To deal with the Maskin and Tirole critique, Hart and Moore developed the 'reference point' approach to incomplete contracts. Very briefly the Hart and Moore reference point theory argues that when the parties meet at date 0 there is uncertainty about the state of the world. This uncertainty is resolved shortly before date 1. There is symmetric information throughout, but the state is not verifiable. A date 0 contract serves as a reference point for the contracting parties' feelings about entitlements at date 1. Specifically, neither party feels entitled to an outcome outside those permitted by the contract but within the contract there can be disagreement about the appropriate outcome. To simplify matters, it is supposed that each party feels entitled to their best possible outcome permitted by the contract. Of course, this means that usually at least one party will be disappointed or "aggrieved" by any particular outcome. Hart and Moore assume that no outcome from a transaction is perfectly contractible even at date 1. In particular, they assume that each party has the discretion to provide "perfunctory" performance rather than "consummate" performance. Performing at the lower perfunctory level rather than the higher consummate level is referred to as shading and it is assumed that shading cannot be penalised by a court. A court can, however, enforce the perfunctory level of performance. When a party is aggrieved he shades, by an amount theta times his level of aggrievement where 0< theta <=1. Consummate performance does not cost significantly more than perfunctory performance to whomever is providing the good or service, and a party will provide consummate performance if he feels "well treated" but not otherwise. Shading hurts the other party and causes a deadweight loss. The important point here is that the reference point approach does not suffer from the Maskin and Tirole critique but get around it by introducing a number of ad hoc behavioural assumptions, e.g. aggrievement and shading.

After all of this we find that M'hand Fares argues that the difference between complete and incomplete contracts is not verifiability at all but the ability to commit to not renegotiating the initial contract.

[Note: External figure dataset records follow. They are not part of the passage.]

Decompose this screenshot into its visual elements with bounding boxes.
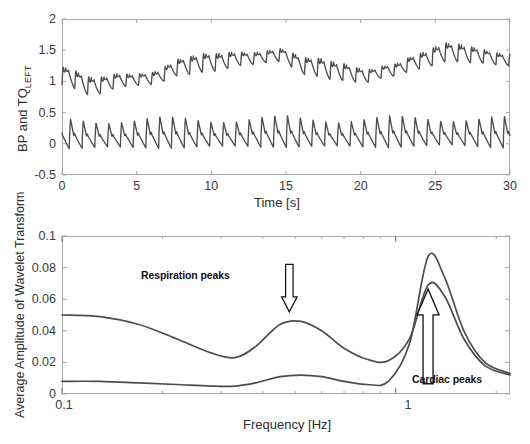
top-x-axis-title: Time [s] — [254, 196, 300, 209]
time-series-plot — [0, 0, 530, 215]
bottom-x-axis-title: Frequency [Hz] — [243, 418, 331, 431]
wavelet-spectrum-panel: 0.1 0.08 0.06 0.04 0.02 0 0.1 1 Average … — [0, 215, 530, 444]
figure-root: 2 1.5 1 0.5 0 -0.5 0 5 10 15 20 25 30 BP… — [0, 0, 530, 444]
bottom-y-axis-title: Average Amplitude of Wavelet Transform — [14, 192, 27, 419]
top-ytick-2: 2 — [18, 13, 56, 26]
top-xtick-30: 30 — [503, 180, 517, 193]
top-xtick-20: 20 — [354, 180, 368, 193]
top-ytick-1p5: 1.5 — [18, 44, 56, 57]
top-xtick-10: 10 — [204, 180, 218, 193]
top-xtick-5: 5 — [133, 180, 140, 193]
cardiac-peaks-label: Cardiac peaks — [412, 373, 482, 385]
top-y-axis-title-subscript: LEFT — [23, 65, 33, 88]
top-xtick-25: 25 — [428, 180, 442, 193]
top-xtick-0: 0 — [59, 180, 66, 193]
top-xtick-15: 15 — [279, 180, 293, 193]
wavelet-spectrum-plot — [0, 215, 530, 444]
top-y-axis-title-main: BP and TQ — [15, 88, 30, 152]
respiration-peaks-label: Respiration peaks — [141, 269, 230, 281]
top-y-axis-title: BP and TQLEFT — [16, 65, 33, 152]
time-series-panel: 2 1.5 1 0.5 0 -0.5 0 5 10 15 20 25 30 BP… — [0, 0, 530, 215]
top-ytick-neg0p5: -0.5 — [14, 169, 56, 182]
bottom-xtick-1: 1 — [405, 399, 412, 412]
bottom-xtick-0p1: 0.1 — [55, 399, 72, 412]
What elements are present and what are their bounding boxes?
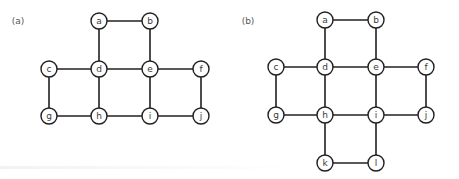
node-label: j: [199, 111, 203, 121]
node-k: k: [317, 155, 333, 171]
node-g: g: [41, 108, 57, 124]
node-b: b: [368, 12, 384, 28]
node-c: c: [41, 61, 57, 77]
node-label: i: [149, 111, 152, 121]
node-e: e: [142, 61, 158, 77]
node-label: b: [147, 16, 153, 26]
node-b: b: [142, 13, 158, 29]
node-label: g: [46, 111, 52, 121]
node-l: l: [368, 155, 384, 171]
graph-b: (b)abcdefghijkl: [242, 12, 434, 171]
node-g: g: [268, 107, 284, 123]
node-label: g: [273, 110, 279, 120]
node-j: j: [418, 107, 434, 123]
node-d: d: [317, 59, 333, 75]
panel-label: (a): [12, 16, 25, 26]
node-d: d: [91, 61, 107, 77]
node-e: e: [368, 59, 384, 75]
node-label: c: [274, 62, 279, 72]
node-f: f: [418, 59, 434, 75]
node-label: k: [322, 158, 328, 168]
node-label: e: [147, 64, 153, 74]
node-label: d: [322, 62, 328, 72]
panel-label: (b): [242, 16, 255, 26]
node-label: h: [322, 110, 328, 120]
node-j: j: [193, 108, 209, 124]
node-label: h: [96, 111, 102, 121]
graph-a: (a)abcdefghij: [12, 13, 209, 124]
node-label: a: [322, 15, 328, 25]
node-i: i: [368, 107, 384, 123]
node-i: i: [142, 108, 158, 124]
node-label: i: [375, 110, 378, 120]
node-label: a: [96, 16, 102, 26]
node-a: a: [317, 12, 333, 28]
node-c: c: [268, 59, 284, 75]
node-h: h: [317, 107, 333, 123]
node-label: d: [96, 64, 102, 74]
node-a: a: [91, 13, 107, 29]
node-label: e: [373, 62, 379, 72]
node-label: l: [375, 158, 378, 168]
node-label: j: [424, 110, 428, 120]
node-label: b: [373, 15, 379, 25]
node-h: h: [91, 108, 107, 124]
graph-diagram-canvas: (a)abcdefghij(b)abcdefghijkl: [0, 0, 459, 179]
node-f: f: [193, 61, 209, 77]
node-label: c: [47, 64, 52, 74]
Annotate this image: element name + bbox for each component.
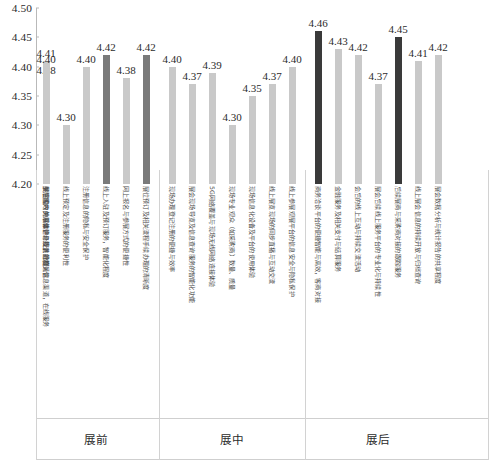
group-label: 展前 [84,431,108,447]
category-label-slot: 展会现场导览及信息查询服务的智能化功能 [182,184,202,424]
category-label: 5G网络覆盖与现场无线网络连接体验 [209,186,215,287]
bar-slot: 4.42 [96,8,116,184]
category-label: 后续展商与采购商对接的跟踪服务 [395,186,401,278]
bar[interactable] [229,125,236,184]
bar-value-label: 4.30 [56,111,75,123]
bar-slot: 4.37 [368,8,388,184]
bar[interactable] [143,55,150,184]
category-label: 展会现场导览及信息查询服务的智能化功能 [189,186,195,303]
category-label-slot: 线上预定及注册服务的便利性 [56,184,76,424]
bar[interactable] [189,84,196,184]
category-label-slot: 商务洽谈平台的便捷智能与高效，客商对接 [308,184,328,424]
y-axis-tick-label: 4.35 [12,90,36,102]
bar-slot: 4.35 [242,8,262,184]
bar-value-label: 4.42 [96,41,115,53]
bar[interactable] [269,84,276,184]
bar-value-label: 4.37 [262,70,281,82]
group-cell-3: 展后 [308,418,448,460]
bar[interactable] [209,73,216,184]
group-label: 展中 [220,431,244,447]
bar[interactable] [315,31,322,184]
category-label: 线上参展观展平台的信息安全与隐私保护 [289,186,295,297]
category-label: 现场信息化设备及平台的使用体验 [249,186,255,278]
category-label-slot: 现场专业观众（如采购商）数量、质量 [222,184,242,424]
group-cell-2: 展中 [162,418,302,460]
bar[interactable] [103,55,110,184]
bar-value-label: 4.41 [408,47,427,59]
bar-slot: 4.42 [348,8,368,184]
category-label: 现场专业观众（如采购商）数量、质量 [229,186,235,291]
bar-value-label: 4.45 [388,23,407,35]
bar-slot: 4.39 [202,8,222,184]
plot-area: 4.504.454.404.354.304.254.20 4.414.304.4… [36,8,488,184]
bar-value-label: 4.43 [328,35,347,47]
category-label: 商务洽谈平台的便捷智能与高效，客商对接 [315,186,321,303]
bar-slot: 4.43 [328,8,348,184]
category-label-slot: 展会数据分析与统计报告的共享程度 [428,184,448,424]
bar[interactable] [335,49,342,184]
category-label-slot: 现场信息化设备及平台的使用体验 [242,184,262,424]
bar[interactable] [375,84,382,184]
bar-value-label: 4.38 [116,64,135,76]
bar-slot: 4.37 [182,8,202,184]
category-label-group: 关注国内外展会信息提供的相关信息渠道，在线服务线上预定及注册服务的便利性注册信息… [36,184,488,424]
bar-value-label: 4.37 [182,70,201,82]
bar-value-label: 4.42 [348,41,367,53]
category-label-slot: 注册信息的隐私与安全保护 [76,184,96,424]
bar-slot: 4.30 [222,8,242,184]
bar-series: 4.414.304.404.424.384.424.404.374.394.30… [36,8,488,184]
bar-slot: 4.42 [136,8,156,184]
bar[interactable] [355,55,362,184]
category-label-slot: 网上报名与参展方式的便捷性 [116,184,136,424]
category-label-slot: 线上入驻及预订服务，智能化程度 [96,184,116,424]
group-separator [305,170,306,460]
category-label: 网上报名与参展方式的便捷性 [123,186,129,266]
group-separator [159,170,160,460]
y-axis-tick-label: 4.20 [12,178,36,190]
bar[interactable] [63,125,70,184]
bar-slot: 4.37 [262,8,282,184]
y-axis-tick-label: 4.50 [12,2,36,14]
category-label: 线上入驻及预订服务，智能化程度 [103,186,109,278]
category-label-slot: 展会后续线上服务平台的专业化与持续性 [368,184,388,424]
bar-slot: 4.30 [56,8,76,184]
bar-slot: 4.45 [388,8,408,184]
bar-value-label: 4.37 [368,70,387,82]
bar-slot: 4.40 [76,8,96,184]
category-label-slot: 金融服务及相关支付与结算服务 [328,184,348,424]
bar[interactable] [249,96,256,184]
bar[interactable] [435,55,442,184]
category-label: 线上展会信息的持续开放与归档查询 [415,186,421,284]
bar-value-label: 4.35 [242,82,261,94]
category-label-slot: 展位预订及相关流程手续办理的清晰度 [136,184,156,424]
category-label-slot: 5G网络覆盖与现场无线网络连接体验 [202,184,222,424]
bar[interactable] [43,67,50,184]
category-label: 线上展览现场的同步直播与互动交流 [269,186,275,284]
bar-value-label: 4.40 [162,53,181,65]
category-label: 展会后续线上服务平台的专业化与持续性 [375,186,381,297]
bar[interactable] [169,67,176,184]
bar-slot: 4.40 [36,8,56,184]
bar-slot: 4.42 [428,8,448,184]
band-right-rule [488,170,489,460]
bar-slot: 4.38 [116,8,136,184]
bar[interactable] [83,67,90,184]
bar[interactable] [415,61,422,184]
y-axis-tick-label: 4.25 [12,149,36,161]
bar[interactable] [395,37,402,184]
bar-value-label: 4.40 [282,53,301,65]
bar[interactable] [289,67,296,184]
category-label-slot: 后续展商与采购商对接的跟踪服务 [388,184,408,424]
bar-slot: 4.46 [308,8,328,184]
group-cell-1: 展前 [36,418,156,460]
bar-value-label: 4.40 [36,53,55,65]
bar[interactable] [123,78,130,184]
y-axis-tick-label: 4.40 [12,61,36,73]
group-band: 展前展中展后 [36,418,488,460]
band-left-rule [36,170,37,460]
bar-value-label: 4.42 [136,41,155,53]
bar-slot: 4.40 [162,8,182,184]
category-label: 金融服务及相关支付与结算服务 [335,186,341,272]
category-label: 注册信息的隐私与安全保护 [83,186,89,260]
category-label: 展位预订及相关流程手续办理的清晰度 [143,186,149,291]
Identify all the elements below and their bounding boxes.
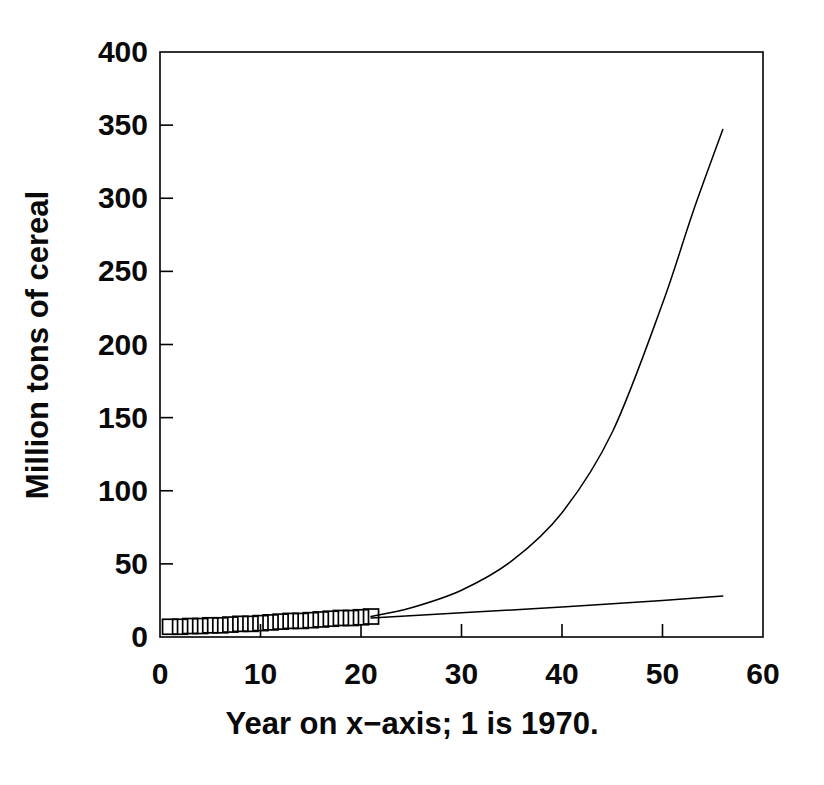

In the controversy on the theoretical foundations of the property rights approach, Hart and Moore [...] and Maskin and Tirole [...] point out that a key distinction between complete and incomplete contracting is the ability of risk neutral parties to commit not to renegotiate the initial contract. The renegotiation design issue in contract solutions to the hold-up problem restates this view in a more general fashion as a contrast between (i) a world where contract can determine the entire relationship between the parties and (ii) a world where contract can only influence an existing underlying game between them, that is, the renegotiation game. This implies that the capacity of a contract to influence this game defines its 'incompleteness' or 'degree of incompleteness' [...]: the more a contract is able to design the renegotiation game, the less it is incomplete.
So in the end we are left with Jean Tirole's point that,
[f]or all its importance, there is unfortunately no clear definition of "incomplete contracting" in the literature. While one recognizes one when one sees it, incomplete contracts are not members of a well-circumscribed family; at this stage an incomplete contract is rather defined as an ad hoc restriction on the set of feasible contracts in a given model. The concept of "ad hoc restriction" is of course subjective: to give it some content, we will [...] take the standard approach to contract theory as the benchmark. The methodology developed in the last thirty years to treat moral hazard, adverse selection, and implementation problems provides a well-defined delineation of the set of feasible outcomes by incentive constraints. Incomplete contracting then relates to a focus on a subset of feasible outcomes through the imposition of restrictions on the set of allowable contracts.
Thus I'm left asking, When is a contract incomplete?